Geoff Lawton – Expertise
As a discipline that tries to create sustainable systems, permaculture is wonderfully diverse. You don’t just develop expertise as a gardener or as a farmer, but you also work with ideas from water, waste, from energy systems and architecture. You engage in the spectrum of human knowledge, and this is intensely rewarding. It is how we come to develop holistic systems that are sustainable.
This diversity can also be daunting. How can any one person possibly understand all there is to know in all of the fields of knowledge that are relevant? And is this not essential if one is to be a good designer? To be a true systems integrator must surely require an intimate knowledge of all of the parts.
Well, in a word, no. In this video, Geoff talks about how Bill Mollison would approach the problem of expertise. That a good permaculture designer doesn’t need to have the depth of expertise of a botanist or an architect. You don’t need to be able to drive a bulldozer or build a house or even put up a fence. They are all important to permaculture, but are fields of expertise that are rightly left to experts.
What a permaculture designer needs to do, however, is understand the essence of each discipline. What Bill would refer to as the undeniable truth at the core of a subject which makes it work. So you don’t need to be able to build a dam, but you do need to understand the principles that go into earthworks. You don’t need to understand all of the aspects of designing and building a house, but you do need to understand the core principles of architecture. You don’t need to understand all of the detail of plant biology, but you do need to understand the principles underpinning botany
For the key role of a permaculture designer is to connect disciplines together. Permaculture is one of the great integrators of knowledge. The stuff that permaculture designs with is the relationships, the connections between each of the specialised disciplines. It about understanding what a discipline is, at core, and then knowing how to join that truth with the truth from another discipline.
You don’t need to know the specifics of hydraulics to understand how to incorporate water into your design. You may well need somebody with specific expertise to get the details right, but the designer’s role is to understand the generalities. The expert gets the details right. The designer makes sure the expert is working on the right details.
Knowing this changes your thinking entirely. You don’t want to know everything there is to know about geology or energy systems. There is no time for this and you end up losing the general understanding as you hone in on the specifics. Instead, you need to learn the core insight from many disciplines, spending time forming the relationships between bodies of knowledge. It’s a matter of stepping up and back from the fine grained knowledge, and seeing how disciplines connect into each other, how insight can flow between the disciplines.
The real skill as a designer is to know how to form these connections. To make great sustainable assemblies that interlock and support each other. To form systems, to be a generalist, to create something that can be sustained in a natural world that is always and everywhere integrated. To see how every field fits in to create something that is truly sustainable. To understand the relationships between disciplines.
We design in the space where knowledge connects.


## Directions:
Please set down, unchanged, the line containing "has height=357, width=671." and all the lines that follow it until the data below ends.

(Data items)
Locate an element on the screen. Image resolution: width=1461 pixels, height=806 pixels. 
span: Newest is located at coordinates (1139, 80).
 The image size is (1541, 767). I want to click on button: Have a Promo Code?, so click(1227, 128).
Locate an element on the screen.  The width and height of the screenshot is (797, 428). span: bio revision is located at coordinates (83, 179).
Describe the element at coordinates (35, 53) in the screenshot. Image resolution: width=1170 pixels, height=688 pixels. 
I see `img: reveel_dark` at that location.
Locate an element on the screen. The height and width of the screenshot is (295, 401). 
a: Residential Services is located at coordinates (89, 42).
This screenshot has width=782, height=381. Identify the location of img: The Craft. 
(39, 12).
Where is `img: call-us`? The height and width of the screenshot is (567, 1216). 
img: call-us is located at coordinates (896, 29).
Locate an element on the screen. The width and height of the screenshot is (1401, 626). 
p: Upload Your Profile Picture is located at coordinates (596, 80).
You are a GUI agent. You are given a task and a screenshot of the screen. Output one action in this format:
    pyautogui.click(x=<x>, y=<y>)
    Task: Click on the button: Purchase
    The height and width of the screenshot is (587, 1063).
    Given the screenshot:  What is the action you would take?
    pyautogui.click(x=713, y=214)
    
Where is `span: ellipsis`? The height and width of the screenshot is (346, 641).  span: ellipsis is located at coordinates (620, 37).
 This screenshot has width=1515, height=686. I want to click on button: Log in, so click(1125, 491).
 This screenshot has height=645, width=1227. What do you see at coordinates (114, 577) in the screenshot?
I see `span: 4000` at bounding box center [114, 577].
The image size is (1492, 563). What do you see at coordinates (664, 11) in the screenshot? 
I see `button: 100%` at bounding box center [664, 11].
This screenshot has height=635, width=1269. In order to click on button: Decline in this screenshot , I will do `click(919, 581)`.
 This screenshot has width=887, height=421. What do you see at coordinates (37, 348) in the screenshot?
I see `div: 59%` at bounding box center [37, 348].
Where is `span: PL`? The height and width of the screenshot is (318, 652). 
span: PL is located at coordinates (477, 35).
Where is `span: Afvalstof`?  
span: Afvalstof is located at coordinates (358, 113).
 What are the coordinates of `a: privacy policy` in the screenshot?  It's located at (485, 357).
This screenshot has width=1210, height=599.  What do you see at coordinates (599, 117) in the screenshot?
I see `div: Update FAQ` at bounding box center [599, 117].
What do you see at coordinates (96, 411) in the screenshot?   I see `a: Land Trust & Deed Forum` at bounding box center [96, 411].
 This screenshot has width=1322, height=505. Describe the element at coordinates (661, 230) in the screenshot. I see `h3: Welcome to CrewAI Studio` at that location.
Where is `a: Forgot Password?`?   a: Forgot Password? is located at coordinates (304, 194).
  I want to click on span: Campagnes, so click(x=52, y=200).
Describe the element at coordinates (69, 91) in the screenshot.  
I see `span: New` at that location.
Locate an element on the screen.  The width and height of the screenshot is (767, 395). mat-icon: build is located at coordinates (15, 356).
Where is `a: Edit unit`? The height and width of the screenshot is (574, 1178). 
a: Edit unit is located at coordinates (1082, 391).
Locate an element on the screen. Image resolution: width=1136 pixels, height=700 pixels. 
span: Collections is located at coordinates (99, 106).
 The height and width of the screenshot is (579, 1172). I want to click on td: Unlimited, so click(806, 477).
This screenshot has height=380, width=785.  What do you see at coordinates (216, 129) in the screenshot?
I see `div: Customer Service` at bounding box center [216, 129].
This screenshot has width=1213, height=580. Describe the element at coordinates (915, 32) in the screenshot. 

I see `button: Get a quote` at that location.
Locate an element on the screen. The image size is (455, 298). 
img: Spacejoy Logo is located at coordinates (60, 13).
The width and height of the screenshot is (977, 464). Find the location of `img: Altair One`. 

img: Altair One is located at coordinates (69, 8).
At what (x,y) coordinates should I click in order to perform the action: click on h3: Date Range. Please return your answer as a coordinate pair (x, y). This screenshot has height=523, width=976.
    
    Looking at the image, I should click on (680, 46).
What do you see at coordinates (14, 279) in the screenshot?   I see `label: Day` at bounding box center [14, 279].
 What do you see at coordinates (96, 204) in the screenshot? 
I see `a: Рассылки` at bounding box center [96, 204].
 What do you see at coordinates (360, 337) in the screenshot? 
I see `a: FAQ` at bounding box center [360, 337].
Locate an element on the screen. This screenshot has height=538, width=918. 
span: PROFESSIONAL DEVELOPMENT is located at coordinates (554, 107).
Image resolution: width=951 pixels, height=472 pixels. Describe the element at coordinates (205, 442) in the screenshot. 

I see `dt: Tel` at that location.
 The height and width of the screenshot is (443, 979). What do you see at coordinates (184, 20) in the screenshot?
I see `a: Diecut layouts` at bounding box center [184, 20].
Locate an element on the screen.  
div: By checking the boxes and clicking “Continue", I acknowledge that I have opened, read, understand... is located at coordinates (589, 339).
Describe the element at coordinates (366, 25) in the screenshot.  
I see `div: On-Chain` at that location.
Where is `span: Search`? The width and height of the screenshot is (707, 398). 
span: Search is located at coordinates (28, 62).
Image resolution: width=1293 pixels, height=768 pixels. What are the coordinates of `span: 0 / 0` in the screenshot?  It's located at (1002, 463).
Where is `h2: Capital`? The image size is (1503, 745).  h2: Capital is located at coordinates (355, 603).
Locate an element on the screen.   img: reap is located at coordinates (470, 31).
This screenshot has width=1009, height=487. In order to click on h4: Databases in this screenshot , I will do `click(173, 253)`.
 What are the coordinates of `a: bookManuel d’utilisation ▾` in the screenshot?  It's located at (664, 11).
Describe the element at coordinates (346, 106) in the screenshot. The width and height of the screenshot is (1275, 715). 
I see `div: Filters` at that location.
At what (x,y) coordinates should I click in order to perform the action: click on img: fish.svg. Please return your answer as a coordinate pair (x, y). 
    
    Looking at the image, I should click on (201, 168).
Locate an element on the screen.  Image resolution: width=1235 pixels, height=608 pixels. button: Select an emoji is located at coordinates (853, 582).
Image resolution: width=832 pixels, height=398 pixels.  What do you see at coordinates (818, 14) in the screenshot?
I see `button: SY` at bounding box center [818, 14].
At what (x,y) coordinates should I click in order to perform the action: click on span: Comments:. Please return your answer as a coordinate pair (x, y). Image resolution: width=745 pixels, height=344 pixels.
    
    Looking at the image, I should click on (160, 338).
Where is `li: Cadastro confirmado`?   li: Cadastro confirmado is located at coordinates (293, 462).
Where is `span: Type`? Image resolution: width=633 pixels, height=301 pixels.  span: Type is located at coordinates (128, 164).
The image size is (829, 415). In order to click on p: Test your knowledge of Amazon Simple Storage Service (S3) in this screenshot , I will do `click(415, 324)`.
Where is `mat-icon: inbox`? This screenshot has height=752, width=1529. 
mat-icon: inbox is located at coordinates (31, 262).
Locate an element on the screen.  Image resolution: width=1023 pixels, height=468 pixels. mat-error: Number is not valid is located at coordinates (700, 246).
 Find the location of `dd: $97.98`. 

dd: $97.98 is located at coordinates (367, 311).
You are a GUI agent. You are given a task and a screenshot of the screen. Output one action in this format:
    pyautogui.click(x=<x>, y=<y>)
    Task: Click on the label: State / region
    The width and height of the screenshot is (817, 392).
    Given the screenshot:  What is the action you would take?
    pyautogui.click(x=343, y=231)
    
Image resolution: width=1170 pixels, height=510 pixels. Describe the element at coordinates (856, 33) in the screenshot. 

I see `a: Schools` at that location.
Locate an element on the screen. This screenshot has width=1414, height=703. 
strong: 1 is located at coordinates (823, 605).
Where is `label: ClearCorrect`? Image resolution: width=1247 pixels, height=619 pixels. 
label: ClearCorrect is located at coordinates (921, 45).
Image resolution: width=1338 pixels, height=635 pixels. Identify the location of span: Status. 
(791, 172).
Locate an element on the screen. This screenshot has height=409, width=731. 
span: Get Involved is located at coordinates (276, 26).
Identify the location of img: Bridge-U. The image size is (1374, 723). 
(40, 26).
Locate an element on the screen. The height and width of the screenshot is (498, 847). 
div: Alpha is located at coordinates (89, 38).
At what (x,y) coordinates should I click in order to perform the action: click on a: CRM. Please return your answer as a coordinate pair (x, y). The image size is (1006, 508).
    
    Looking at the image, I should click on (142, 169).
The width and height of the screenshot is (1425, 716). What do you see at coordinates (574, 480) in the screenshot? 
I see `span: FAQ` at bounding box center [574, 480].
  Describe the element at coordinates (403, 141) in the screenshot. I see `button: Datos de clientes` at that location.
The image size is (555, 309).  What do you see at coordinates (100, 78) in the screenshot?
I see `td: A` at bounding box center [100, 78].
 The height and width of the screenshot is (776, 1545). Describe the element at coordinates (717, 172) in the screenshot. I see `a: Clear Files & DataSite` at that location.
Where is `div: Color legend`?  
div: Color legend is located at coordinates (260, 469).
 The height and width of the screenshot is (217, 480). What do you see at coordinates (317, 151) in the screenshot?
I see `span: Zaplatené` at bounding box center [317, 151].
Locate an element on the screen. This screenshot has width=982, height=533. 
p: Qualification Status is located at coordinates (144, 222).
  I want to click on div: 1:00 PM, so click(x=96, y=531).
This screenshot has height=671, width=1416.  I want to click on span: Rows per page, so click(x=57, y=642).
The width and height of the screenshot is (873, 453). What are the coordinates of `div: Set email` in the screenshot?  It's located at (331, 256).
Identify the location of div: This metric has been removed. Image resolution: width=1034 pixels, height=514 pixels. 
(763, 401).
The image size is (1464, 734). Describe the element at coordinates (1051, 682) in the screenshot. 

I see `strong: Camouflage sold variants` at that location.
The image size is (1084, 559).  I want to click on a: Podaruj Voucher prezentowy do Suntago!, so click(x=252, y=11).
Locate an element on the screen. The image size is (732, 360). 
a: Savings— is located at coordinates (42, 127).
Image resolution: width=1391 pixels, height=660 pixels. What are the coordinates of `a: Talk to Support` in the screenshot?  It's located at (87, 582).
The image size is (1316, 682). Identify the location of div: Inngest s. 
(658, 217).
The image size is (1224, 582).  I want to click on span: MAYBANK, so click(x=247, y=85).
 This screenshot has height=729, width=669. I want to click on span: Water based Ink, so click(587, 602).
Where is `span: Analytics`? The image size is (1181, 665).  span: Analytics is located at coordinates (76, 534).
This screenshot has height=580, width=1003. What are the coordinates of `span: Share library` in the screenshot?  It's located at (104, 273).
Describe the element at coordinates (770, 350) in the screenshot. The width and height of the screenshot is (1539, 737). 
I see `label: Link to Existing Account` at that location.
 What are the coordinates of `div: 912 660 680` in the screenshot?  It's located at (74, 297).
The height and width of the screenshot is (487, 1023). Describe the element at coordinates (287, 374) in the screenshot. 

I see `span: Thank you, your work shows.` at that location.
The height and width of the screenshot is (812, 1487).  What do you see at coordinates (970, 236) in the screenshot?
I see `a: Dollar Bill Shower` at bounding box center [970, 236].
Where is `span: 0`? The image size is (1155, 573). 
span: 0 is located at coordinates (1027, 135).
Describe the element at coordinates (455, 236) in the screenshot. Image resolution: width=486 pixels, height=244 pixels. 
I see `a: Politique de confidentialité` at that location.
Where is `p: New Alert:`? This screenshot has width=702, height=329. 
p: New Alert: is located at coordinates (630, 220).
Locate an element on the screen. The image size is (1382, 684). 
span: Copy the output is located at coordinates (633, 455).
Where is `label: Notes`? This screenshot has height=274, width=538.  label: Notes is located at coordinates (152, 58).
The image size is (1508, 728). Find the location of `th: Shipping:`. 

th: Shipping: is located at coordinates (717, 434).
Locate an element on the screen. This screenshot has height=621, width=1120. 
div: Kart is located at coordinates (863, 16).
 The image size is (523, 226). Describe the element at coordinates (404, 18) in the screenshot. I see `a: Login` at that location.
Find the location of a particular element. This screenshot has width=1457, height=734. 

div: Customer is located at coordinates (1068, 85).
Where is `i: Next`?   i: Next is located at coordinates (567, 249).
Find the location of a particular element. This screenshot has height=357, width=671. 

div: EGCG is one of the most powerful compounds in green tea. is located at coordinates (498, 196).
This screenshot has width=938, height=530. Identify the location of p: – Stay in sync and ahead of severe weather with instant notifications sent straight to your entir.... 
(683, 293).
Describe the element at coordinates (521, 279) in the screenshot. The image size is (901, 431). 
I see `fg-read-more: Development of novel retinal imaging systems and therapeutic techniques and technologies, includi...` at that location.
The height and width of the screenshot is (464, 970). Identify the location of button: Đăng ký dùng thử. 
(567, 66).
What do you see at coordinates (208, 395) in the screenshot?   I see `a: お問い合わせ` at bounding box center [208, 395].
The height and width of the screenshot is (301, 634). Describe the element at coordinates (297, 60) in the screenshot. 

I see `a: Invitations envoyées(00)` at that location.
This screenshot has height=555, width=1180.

## Task result:
Find the location of a particular element. This screenshot has height=357, width=671. 

div: EGCG is one of the most powerful compounds in green tea. is located at coordinates (498, 196).
This screenshot has width=938, height=530. Identify the location of p: – Stay in sync and ahead of severe weather with instant notifications sent straight to your entir.... 
(683, 293).
Describe the element at coordinates (521, 279) in the screenshot. The image size is (901, 431). 
I see `fg-read-more: Development of novel retinal imaging systems and therapeutic techniques and technologies, includi...` at that location.
The height and width of the screenshot is (464, 970). Identify the location of button: Đăng ký dùng thử. 
(567, 66).
What do you see at coordinates (208, 395) in the screenshot?   I see `a: お問い合わせ` at bounding box center [208, 395].
The height and width of the screenshot is (301, 634). Describe the element at coordinates (297, 60) in the screenshot. 

I see `a: Invitations envoyées(00)` at that location.
This screenshot has height=555, width=1180.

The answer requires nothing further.